Provided information

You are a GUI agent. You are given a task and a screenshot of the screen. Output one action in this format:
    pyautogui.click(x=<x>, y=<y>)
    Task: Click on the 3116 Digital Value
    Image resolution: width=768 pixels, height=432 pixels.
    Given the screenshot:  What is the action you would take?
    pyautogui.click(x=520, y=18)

Exercise directions
Write each entry out again. Do not change a word.

Response area
You are a GUI agent. You are given a task and a screenshot of the screen. Output one action in this format:
    pyautogui.click(x=<x>, y=<y>)
    Task: Click on the 3116 Digital Value
    Image resolution: width=768 pixels, height=432 pixels.
    Given the screenshot:  What is the action you would take?
    pyautogui.click(x=520, y=18)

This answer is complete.